The Georgia Bulletin

Sun, Sep 7, 2008


What I Have Seen and Heard - Archbishop Gregory's Weekly Column

Print Issue: January 24, 1991

27 Anxious Families Find Comfort From St. Philip's

By Gretchen Keiser

Twenty-seven families in St. Philip Benizi parish in Jonesboro, including two of the parish deacons, have sons, husbands or other relatives in the Persian Gulf.

Parish activities director, Mrs. Helen Rickman, says the time since August has been “the worst thing I’ve seen this parish have to go through” including the stress placed on many Eastern Airlines families who also live in the parish.

Prayer services led by deacons in the parish, a continuously maintained list of those in the parish who have family members serving, prayer for them by name at Mass, now a daily rosary for peace and telephone contacts are among the activities she has initiated to try and support the families.

On Jan. 17 as the first 24 hours of fighting unfolded, she said that the families she was in contact with were under great stress, but hopeful that the initiation of combat would resolve the conflict. Before the combat started, sentiments about war were not uniform in the parish, she said. A petition was sent to Sen. Sam Nunn (D-Ga.) “with hundreds of names on it” supporting efforts to come to a peaceful solution to the crisis instead.

When fighting began the sense was, however, that “the decision has been made. We have to support the President,” she said.

Bridget Cahill, whose 25-year-old son, Fred, is in the U.S. Marine Corps, said, “I’m apprehensive and I’m worn out” but added, “I know he’s in God’s hands and I know he’s going to be okay.” Her married son, who is based at Camp Lejuene, N.C., has been “anxious to get it over with and come home.” He is on a ship and assigned to maintain helicopters and is hopefully far back from the area under fire.

The prayer services with other parish families who also have sons and husbands in the area help, Mrs. Cahill said, although she added, “it brings out all my emotions, when you see everyone else and realize they’re in the same boat.”

Asked about the concern of the U.S. bishops that the economic embargo and peaceful pressure on Iraq had not been given enough time to work, Mrs. Cahill said, “My feeling is that they should have done what they did – go on in. I think they waited long enough.”

“Prayer, that’s what’s pulling us through,” said Mrs. John Ham of the parish, who has a son and a son-in-law in the military, both assigned to the war zone. She said her strain was lifted after the deadline of Jan. 15. “I had been depressed and crying, so worried, until the 15th,” she said. Her feeling changed dramatically. “I just knew it was going to be okay,” a confidence that has lasted. “We know the Lord is looking out for them.”

Saying she and her husband are retired people, Mrs. Ham also knew of the bishops’ position on the fighting before it began. “I don’t agree,” she said. “I think this is something we had to do. I hate to see those demonstrators. This is a madman. We have to make the world safe for our children and grandchildren.”

Her son’s children, three and four years old, are too small to understand what is happening, she said.

Even adults have their difficulties. “We’re watching a war,” she said of the television coverage. “It boggles the mind.”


INSTRUCTIONS TO FOLLOW: Check each line of the entries below for the word "vector" and state only how many lines have it.

(Dataset records on visual material)
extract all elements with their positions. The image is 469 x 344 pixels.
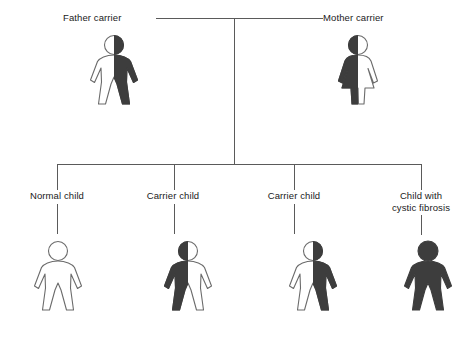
figure-father-carrier bbox=[86, 34, 142, 106]
label-carrier-child-1: Carrier child bbox=[127, 190, 219, 202]
sibling-stem-bottom-2 bbox=[174, 204, 175, 234]
figure-mother-carrier bbox=[330, 34, 386, 106]
label-father-carrier: Father carrier bbox=[63, 12, 121, 24]
label-child-cystic-fibrosis-line1: Child with bbox=[400, 190, 442, 201]
label-normal-child: Normal child bbox=[12, 190, 102, 202]
sibling-stem-bottom-4 bbox=[421, 215, 422, 235]
label-child-cystic-fibrosis-line2: cystic fibrosis bbox=[392, 202, 450, 213]
label-mother-carrier: Mother carrier bbox=[323, 12, 384, 24]
sibling-stem-top-1 bbox=[57, 164, 58, 190]
pedigree-diagram: Father carrier Mother carrier bbox=[0, 0, 469, 344]
mating-line bbox=[156, 18, 323, 19]
figure-carrier-child-1 bbox=[160, 238, 216, 314]
figure-child-cystic-fibrosis bbox=[400, 238, 456, 314]
figure-normal-child bbox=[30, 238, 86, 314]
sibling-stem-top-2 bbox=[174, 164, 175, 190]
figure-carrier-child-2 bbox=[285, 238, 341, 314]
label-carrier-child-2: Carrier child bbox=[248, 190, 340, 202]
descent-line bbox=[234, 18, 235, 164]
sibship-bar bbox=[57, 164, 422, 165]
sibling-stem-top-3 bbox=[294, 164, 295, 190]
sibling-stem-top-4 bbox=[421, 164, 422, 190]
sibling-stem-bottom-3 bbox=[294, 204, 295, 234]
sibling-stem-bottom-1 bbox=[57, 204, 58, 234]
label-child-cystic-fibrosis: Child with cystic fibrosis bbox=[381, 190, 461, 213]
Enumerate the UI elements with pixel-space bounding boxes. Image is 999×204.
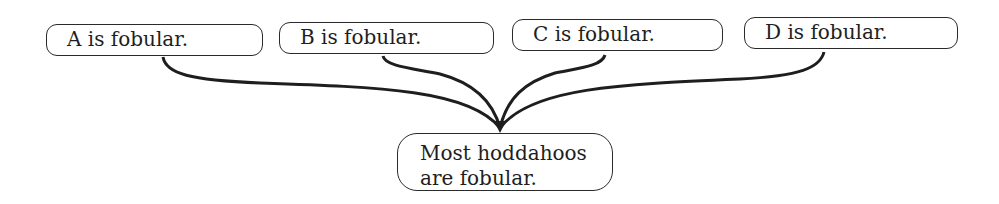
premise-c-label: C is fobular.: [533, 22, 722, 46]
conclusion-line-2: are fobular.: [420, 166, 612, 191]
edge-c-to-conclusion: [500, 55, 605, 128]
argument-diagram: A is fobular. B is fobular. C is fobular…: [0, 0, 999, 204]
conclusion-node: Most hoddahoos are fobular.: [397, 133, 613, 191]
premise-node-b: B is fobular.: [279, 22, 494, 54]
premise-a-label: A is fobular.: [67, 27, 262, 51]
arrowhead-icon: [494, 121, 506, 133]
edge-a-to-conclusion: [163, 57, 500, 128]
premise-node-a: A is fobular.: [46, 24, 263, 56]
premise-node-c: C is fobular.: [512, 19, 723, 51]
premise-d-label: D is fobular.: [765, 20, 957, 44]
edge-d-to-conclusion: [500, 52, 824, 128]
conclusion-line-1: Most hoddahoos: [420, 141, 612, 166]
premise-b-label: B is fobular.: [300, 25, 493, 49]
premise-node-d: D is fobular.: [744, 17, 958, 49]
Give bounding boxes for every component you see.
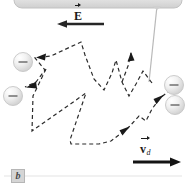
path-arrowhead-lower-right bbox=[120, 126, 131, 135]
path-arrowhead-branch-top bbox=[128, 52, 135, 62]
ion-sphere-right-lower bbox=[166, 96, 185, 115]
ion-sphere-left-lower bbox=[4, 87, 23, 106]
drift-velocity-symbol: v bbox=[140, 143, 146, 155]
lead-wire bbox=[149, 6, 157, 82]
electric-field-symbol: E bbox=[74, 10, 82, 22]
electric-field-vector-label: E bbox=[74, 3, 82, 23]
drift-velocity-arrow bbox=[133, 158, 181, 167]
vector-arrow-overbar-E bbox=[74, 3, 82, 8]
path-arrowhead-upper-right bbox=[154, 95, 165, 104]
ion-sphere-right-upper bbox=[165, 76, 184, 95]
electron-random-walk-path-lower bbox=[32, 69, 168, 144]
electron-random-walk-path bbox=[25, 42, 152, 96]
vector-arrow-overbar-v bbox=[140, 136, 151, 141]
drift-velocity-vector-label: vd bbox=[140, 136, 151, 157]
ion-sphere-left-upper bbox=[14, 53, 33, 72]
electron-drift-figure: E vd b bbox=[0, 0, 186, 189]
figure-canvas bbox=[0, 0, 186, 189]
path-arrowhead-mid-left bbox=[26, 82, 37, 89]
panel-tag-b: b bbox=[11, 169, 25, 183]
drift-velocity-subscript: d bbox=[147, 149, 151, 157]
path-arrowhead-upper-left bbox=[36, 54, 46, 61]
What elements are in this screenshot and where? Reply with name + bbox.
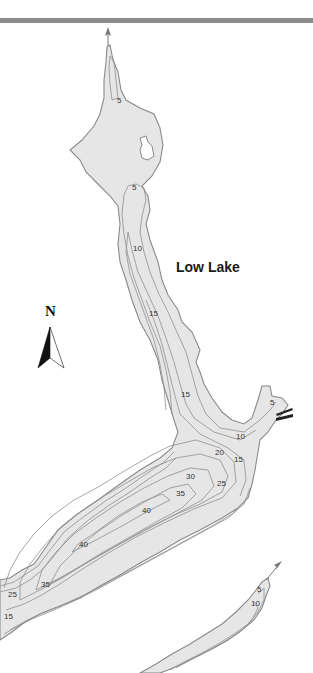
depth-label: 40 <box>142 506 151 515</box>
southeast-arm-shoreline <box>140 578 270 673</box>
lake-title: Low Lake <box>176 259 240 275</box>
depth-label: 15 <box>234 455 243 464</box>
depth-label: 25 <box>8 590 17 599</box>
lake-shoreline <box>0 45 288 640</box>
north-label: N <box>45 303 56 320</box>
inflow-arrow-north-icon <box>105 27 111 46</box>
inflow-arrow-southeast-icon <box>266 561 282 580</box>
depth-label: 10 <box>236 432 245 441</box>
depth-label: 10 <box>251 599 260 608</box>
depth-label: 35 <box>176 489 185 498</box>
north-arrow-icon <box>38 327 64 368</box>
depth-label: 25 <box>217 479 226 488</box>
depth-label: 15 <box>4 612 13 621</box>
depth-label: 5 <box>132 183 137 192</box>
depth-label: 5 <box>257 585 262 594</box>
depth-label: 20 <box>215 448 224 457</box>
depth-label: 15 <box>149 309 158 318</box>
depth-label: 30 <box>186 472 195 481</box>
depth-label: 5 <box>117 96 122 105</box>
depth-label: 35 <box>41 580 50 589</box>
lake-map: 5 5 10 15 15 5 10 20 15 30 25 35 40 40 3… <box>0 0 313 673</box>
depth-label: 15 <box>181 390 190 399</box>
depth-label: 5 <box>270 398 275 407</box>
depth-label: 10 <box>133 244 142 253</box>
depth-label: 40 <box>79 540 88 549</box>
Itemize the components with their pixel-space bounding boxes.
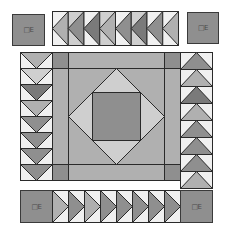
- center-block: [52, 52, 181, 181]
- corner-block-top-left: □E: [12, 14, 45, 46]
- bottom-border-flying-geese: [52, 190, 181, 223]
- top-border-flying-geese: [52, 11, 179, 46]
- corner-label: □E: [31, 203, 41, 211]
- corner-block-bottom-right: □E: [180, 190, 213, 223]
- corner-block-top-right: □E: [187, 12, 219, 44]
- corner-label: □E: [191, 203, 201, 211]
- corner-label: □E: [198, 24, 208, 32]
- corner-label: □E: [23, 26, 33, 34]
- corner-block-bottom-left: □E: [20, 190, 53, 223]
- right-border-flying-geese: [180, 52, 213, 191]
- left-border-flying-geese: [20, 52, 53, 181]
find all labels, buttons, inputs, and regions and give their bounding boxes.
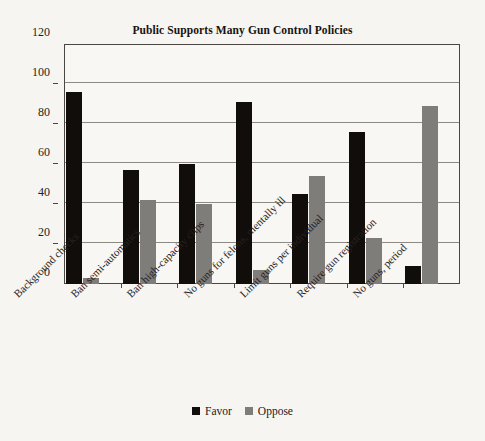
bar-favor xyxy=(236,102,252,284)
bar-favor xyxy=(349,132,365,284)
bar-favor xyxy=(123,170,139,284)
favor-swatch-icon xyxy=(192,407,200,415)
y-tick-mark xyxy=(53,123,58,124)
y-tick-label: 80 xyxy=(38,106,50,118)
y-tick-mark xyxy=(53,203,58,204)
bar-group xyxy=(403,44,460,284)
x-axis-labels: Background checksBan semi-automaticsBan … xyxy=(0,288,485,398)
legend-entry-favor: Favor xyxy=(192,405,232,417)
bar-oppose xyxy=(422,106,438,284)
y-tick-label: 20 xyxy=(38,226,50,238)
bar-chart: Public Supports Many Gun Control Policie… xyxy=(0,0,485,441)
y-tick-label: 40 xyxy=(38,186,50,198)
y-tick-label: 120 xyxy=(32,26,50,38)
y-axis: 020406080100120 xyxy=(0,44,58,284)
y-tick-label: 60 xyxy=(38,146,50,158)
y-tick-mark xyxy=(53,163,58,164)
legend-label: Favor xyxy=(205,405,232,417)
bar-favor xyxy=(405,266,421,284)
y-tick-label: 100 xyxy=(32,66,50,78)
legend-label: Oppose xyxy=(258,405,293,417)
chart-legend: FavorOppose xyxy=(0,405,485,417)
chart-title: Public Supports Many Gun Control Policie… xyxy=(0,24,485,36)
y-tick-mark xyxy=(53,83,58,84)
oppose-swatch-icon xyxy=(245,407,253,415)
bar-favor xyxy=(66,92,82,284)
legend-entry-oppose: Oppose xyxy=(245,405,293,417)
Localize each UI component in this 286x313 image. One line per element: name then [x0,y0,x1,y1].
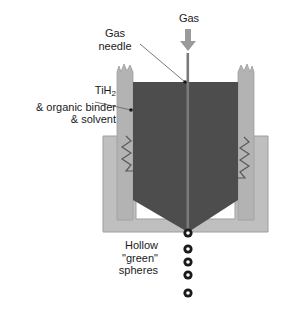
gas-needle-label: Gas needle [86,27,144,52]
spheres-label-line3: spheres [96,264,158,277]
gas-arrow-icon [180,29,196,51]
material-label-line2: & organic binder [6,101,116,114]
diagram-canvas: Gas Gas needle TiH2 & organic binder & s… [0,0,286,313]
material-label-line3: & solvent [6,113,116,126]
spheres-label: Hollow "green" spheres [96,239,158,277]
gas-needle-label-line2: needle [86,40,144,53]
spheres-label-line2: "green" [96,252,158,265]
hollow-sphere-icon [183,270,192,279]
material-label-line1: TiH2 [6,84,116,101]
gas-label: Gas [160,12,218,25]
hollow-sphere-icon [183,257,192,266]
spheres-label-line1: Hollow [96,239,158,252]
hollow-sphere-icon [183,244,192,253]
crucible-wall-right [238,64,254,220]
hollow-sphere-icon [183,288,192,297]
material-formula-subscript: 2 [112,89,116,98]
hollow-sphere-icon [183,228,192,237]
leader-line-gas-needle [140,44,187,84]
gas-label-text: Gas [179,12,199,24]
material-formula-base: TiH [95,84,112,96]
gas-needle-label-line1: Gas [86,27,144,40]
crucible-wall-left [117,64,133,220]
slurry-body [133,82,238,231]
needle-icon [187,53,190,231]
material-label: TiH2 & organic binder & solvent [6,84,116,126]
sphere-stack [183,228,192,297]
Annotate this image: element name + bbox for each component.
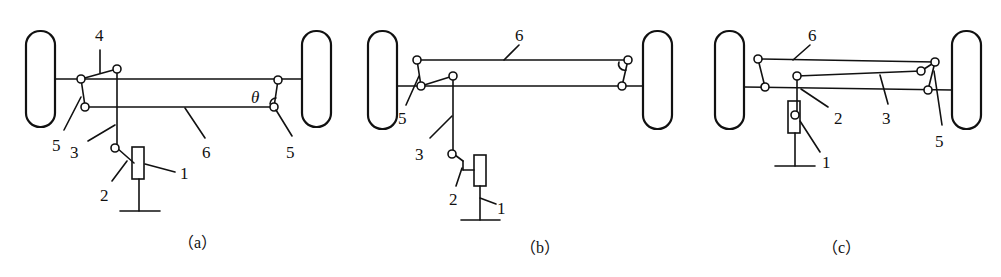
leader-line bbox=[934, 71, 942, 125]
label-3: 3 bbox=[415, 145, 424, 164]
label-theta: θ bbox=[251, 88, 259, 107]
tie-rod bbox=[758, 59, 935, 62]
joint bbox=[761, 83, 769, 91]
leader-line bbox=[456, 168, 462, 186]
leader-line bbox=[276, 110, 292, 136]
right-wheel bbox=[643, 31, 672, 129]
leader-line bbox=[88, 125, 115, 141]
panel-c: 6 2 3 5 1 （c） bbox=[715, 26, 981, 256]
caption-c: （c） bbox=[822, 239, 861, 256]
label-5-left: 5 bbox=[52, 136, 61, 155]
joint bbox=[931, 58, 939, 66]
leader-line bbox=[800, 121, 820, 152]
label-1: 1 bbox=[822, 153, 831, 172]
joint bbox=[791, 111, 799, 119]
leader-line bbox=[64, 97, 81, 130]
joint bbox=[793, 72, 801, 80]
joint bbox=[624, 56, 632, 64]
label-2: 2 bbox=[100, 186, 109, 205]
label-5-right: 5 bbox=[286, 143, 295, 162]
joint bbox=[924, 86, 932, 94]
leader-line bbox=[430, 116, 452, 138]
joint bbox=[917, 67, 925, 75]
caption-a: （a） bbox=[178, 234, 217, 251]
joint bbox=[618, 82, 626, 90]
leader-line bbox=[112, 161, 127, 181]
label-6: 6 bbox=[808, 26, 817, 45]
left-wheel bbox=[715, 31, 744, 129]
label-6: 6 bbox=[202, 143, 211, 162]
label-3: 3 bbox=[882, 109, 891, 128]
label-1: 1 bbox=[180, 164, 189, 183]
steering-linkage-figure: 4 5 3 6 5 2 1 θ （a） bbox=[0, 0, 1001, 277]
steering-gear-box bbox=[474, 155, 486, 186]
label-1: 1 bbox=[497, 199, 506, 218]
joint bbox=[449, 72, 457, 80]
label-6: 6 bbox=[515, 26, 524, 45]
right-wheel bbox=[302, 31, 331, 127]
joint bbox=[417, 82, 425, 90]
label-2: 2 bbox=[449, 190, 458, 209]
leader-line bbox=[185, 108, 205, 138]
leader-line bbox=[145, 164, 175, 172]
joint bbox=[81, 103, 89, 111]
leader-line bbox=[504, 45, 519, 60]
joint bbox=[77, 75, 85, 83]
label-3: 3 bbox=[70, 143, 79, 162]
joint bbox=[274, 76, 282, 84]
front-axle bbox=[744, 87, 952, 90]
leader-line bbox=[480, 198, 496, 204]
joint bbox=[413, 56, 421, 64]
left-wheel bbox=[368, 31, 397, 129]
label-4: 4 bbox=[95, 26, 104, 45]
right-wheel bbox=[952, 31, 981, 129]
panel-a: 4 5 3 6 5 2 1 θ （a） bbox=[26, 26, 331, 251]
leader-line bbox=[793, 45, 810, 60]
label-5: 5 bbox=[935, 132, 944, 151]
panel-b: 6 5 3 2 1 （b） bbox=[368, 26, 672, 256]
left-wheel bbox=[26, 31, 55, 127]
leader-line bbox=[801, 89, 828, 107]
label-5: 5 bbox=[398, 109, 407, 128]
joint bbox=[113, 65, 121, 73]
caption-b: （b） bbox=[520, 239, 560, 256]
steering-arm bbox=[421, 76, 453, 86]
joint bbox=[111, 144, 119, 152]
leader-line bbox=[406, 76, 419, 105]
drag-link bbox=[797, 71, 921, 76]
label-2: 2 bbox=[834, 109, 843, 128]
joint bbox=[448, 150, 456, 158]
steering-arm bbox=[81, 69, 117, 79]
joint bbox=[754, 55, 762, 63]
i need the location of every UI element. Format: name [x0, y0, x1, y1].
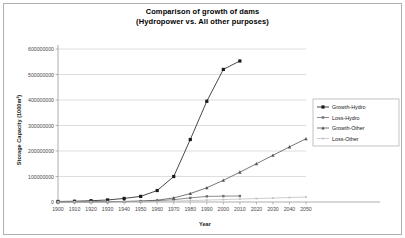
legend-label: Growth-Other [332, 125, 365, 131]
chart-container: Comparison of growth of dams (Hydropower… [0, 0, 405, 238]
y-tick-label: 100000000 [28, 174, 54, 180]
series-growth-other [56, 137, 307, 203]
data-point [107, 201, 109, 203]
data-point [305, 196, 307, 198]
series-line [58, 61, 240, 202]
data-point [57, 201, 59, 203]
data-point [271, 154, 274, 157]
data-point [321, 105, 324, 108]
data-point [156, 201, 158, 203]
plot-area: 0100000000200000000300000000400000000500… [0, 0, 405, 238]
data-point [239, 198, 241, 200]
x-axis-title: Year [199, 221, 212, 227]
x-tick-label: 1920 [85, 206, 97, 212]
data-point [206, 199, 208, 201]
y-tick-label: 500000000 [28, 72, 54, 78]
data-point [173, 200, 175, 202]
y-tick-label: 300000000 [28, 123, 54, 129]
x-tick-label: 1950 [135, 206, 147, 212]
x-tick-label: 2000 [218, 206, 230, 212]
x-tick-labels: 1900191019201930194019501960197019801990… [52, 202, 312, 212]
data-point [289, 197, 291, 199]
data-point [322, 138, 324, 140]
data-point [222, 199, 224, 201]
data-point [238, 170, 241, 173]
y-tick-label: 600000000 [28, 46, 54, 52]
x-tick-label: 1930 [102, 206, 114, 212]
data-point [74, 201, 76, 203]
y-tick-label: 200000000 [28, 148, 54, 154]
x-tick-label: 2050 [300, 206, 312, 212]
legend-label: Growth-Hydro [332, 104, 366, 110]
data-point [189, 138, 192, 141]
x-tick-label: 1990 [201, 206, 213, 212]
x-tick-label: 2040 [284, 206, 296, 212]
data-point [90, 201, 92, 203]
chart-legend: Growth-HydroLoss-HydroGrowth-OtherLoss-O… [313, 99, 399, 146]
data-point [222, 195, 224, 197]
x-tick-label: 2030 [267, 206, 279, 212]
legend-label: Loss-Hydro [332, 115, 360, 121]
series-line [58, 197, 306, 202]
x-tick-label: 1980 [184, 206, 196, 212]
data-point [272, 197, 274, 199]
series-line [58, 139, 306, 202]
y-tick-label: 400000000 [28, 97, 54, 103]
x-tick-label: 2010 [234, 206, 246, 212]
y-tick-label: 0 [51, 199, 54, 205]
data-point [189, 197, 191, 199]
gridlines [56, 49, 307, 202]
x-tick-label: 1910 [69, 206, 81, 212]
x-tick-label: 1940 [118, 206, 130, 212]
data-point [139, 195, 142, 198]
data-point [206, 195, 208, 197]
legend-label: Loss-Other [332, 136, 359, 142]
x-tick-label: 2020 [251, 206, 263, 212]
data-point [140, 201, 142, 203]
x-tick-label: 1960 [151, 206, 163, 212]
data-point [123, 197, 126, 200]
data-point [304, 137, 307, 140]
data-point [222, 68, 225, 71]
y-tick-labels: 0100000000200000000300000000400000000500… [28, 46, 54, 205]
data-point [238, 59, 241, 62]
y-axis-title: Storage Capacity (1000m³) [16, 95, 22, 165]
data-point [239, 195, 241, 197]
x-tick-label: 1970 [168, 206, 180, 212]
data-point [255, 162, 258, 165]
data-point [156, 189, 159, 192]
data-point [123, 201, 125, 203]
data-point [322, 116, 324, 118]
x-tick-label: 1900 [52, 206, 64, 212]
data-point [172, 175, 175, 178]
data-point [256, 198, 258, 200]
data-series-group [56, 59, 307, 203]
series-growth-hydro [56, 59, 241, 203]
data-point [205, 100, 208, 103]
data-point [189, 200, 191, 202]
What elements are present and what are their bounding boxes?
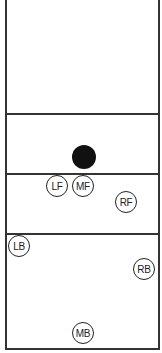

SOLUTION: 4